Not that it was easy; not that he didn’t have to fight through a nasty gash on his left eyebrow to get to the finals, but on April 9, Griffin was one win away from glory once again.  Fellow light heavyweight hopeful Stephan Bonnar stood across the Octagon from him, and neither fighter was willing to blink.

The ensuing 15 minutes encapsulated the best of what this sport has to offer, and the best of two fighters who fought as if their lives were at stake.  If you didn’t walk away from your television set a fan that night, I don’t know what to tell you.  About the only person disappointed with the three round war was the winner.

“I only watched it once,” admitted Griffin.  “I guess I kinda had to.  It was a hard, a lot of missed opportunities, and a lot of things where you know better.  You know you can do this or do that, but you don’t.  But the bottom line is I felt like I fought a great first round.  I felt like I came out and just started going at it.”

Bonnar eagerly accepted Griffin’s willingness to scrap, and the pattern and pace rarely changed throughout the bout.  Griffin took the first round and Bonnar rebounded in the second, leaving his foe bloodied from a cut on the bridge of his nose.  Did you expect anything less from Griffin?

“I don’t know, man,” chuckles Griffin.  “You need to get popped; you need to get a little bit of something.  It helps if you get backed into a corner.”

Backed into a corner by Bonnar’s attack and exhausted by the furious pace of the first ten minutes, Griffin’s chest visibly heaved for any air it could get, but he continued to fight, and the third round became as memorable as the first two, and at the end, even though Griffin got the decision, both he and Bonnar received UFC contracts.  It was the fight game’s rare happy ending, an exclamation point on the first part of a career that many will dub an overnight success.  Does Griffin see the irony in such a statement?

“Not really,” he said.  “I didn’t get here through all that hard work and winning fights nonsense; I got here through a TV game show, and I’m comfortable with that.”

He laughs, and now, he can afford to.

2005 and beyond

After the war with Bonnar, Forrest Griffin earned a break, but now that he has played doctor and removed his own stitches, it will be back to work in the gym.  He expects to make his proper UFC debut soon.

“It’s a strike while the iron is hot thing,” said Griffin.  “(UFC President) Dana (White) said go home, get started, get back in shape, and we’ll see.”  

Dare we ask for a rematch with Bonnar?

“Yeah, of course; it will be on pay-per-view though.”

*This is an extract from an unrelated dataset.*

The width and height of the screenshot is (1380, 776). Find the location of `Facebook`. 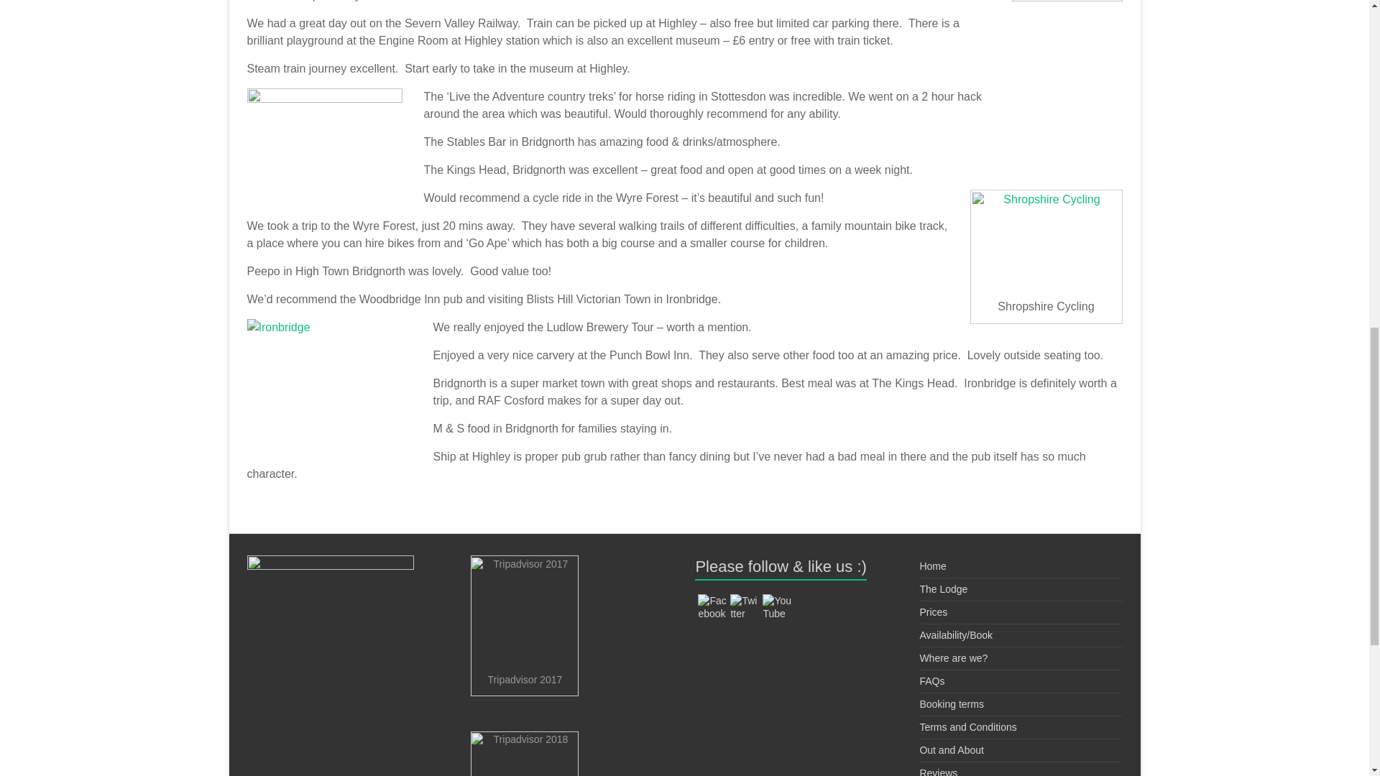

From here on out, it’s all gravy, barring injury or an extended losing streak.  Griffin can devote all his time to training and fighting, as well as studying guys like the ones he watched last Saturday night – Liddell and Couture.

“I’ve been a good B-level fighter for a couple of years now, and I’ve been on that fringe,” said Griffin.  “I’ve fought decent guys, I’ve fought good guys.  I feel like I’ve been close to that level, and now I’m here; so now it’s just about making sure that I’m ready to be there, and that I deserve to be there.”

Guess that means no more police work back in Georgia, eh?

“I’ll be going back to that, but I’ll be going back when I’m all puffed and battered, with my tail between my legs,” said Griffin. “I’ll be coming back ‘please, please, I’m all beat up and I can’t fight anymore.  Give me my old job.’ But for now I’m doing this.”  

Welcome to the big show, Forrest Griffin.  MMA could use more fighters like you.

“If you say so,” and then he chuckles again.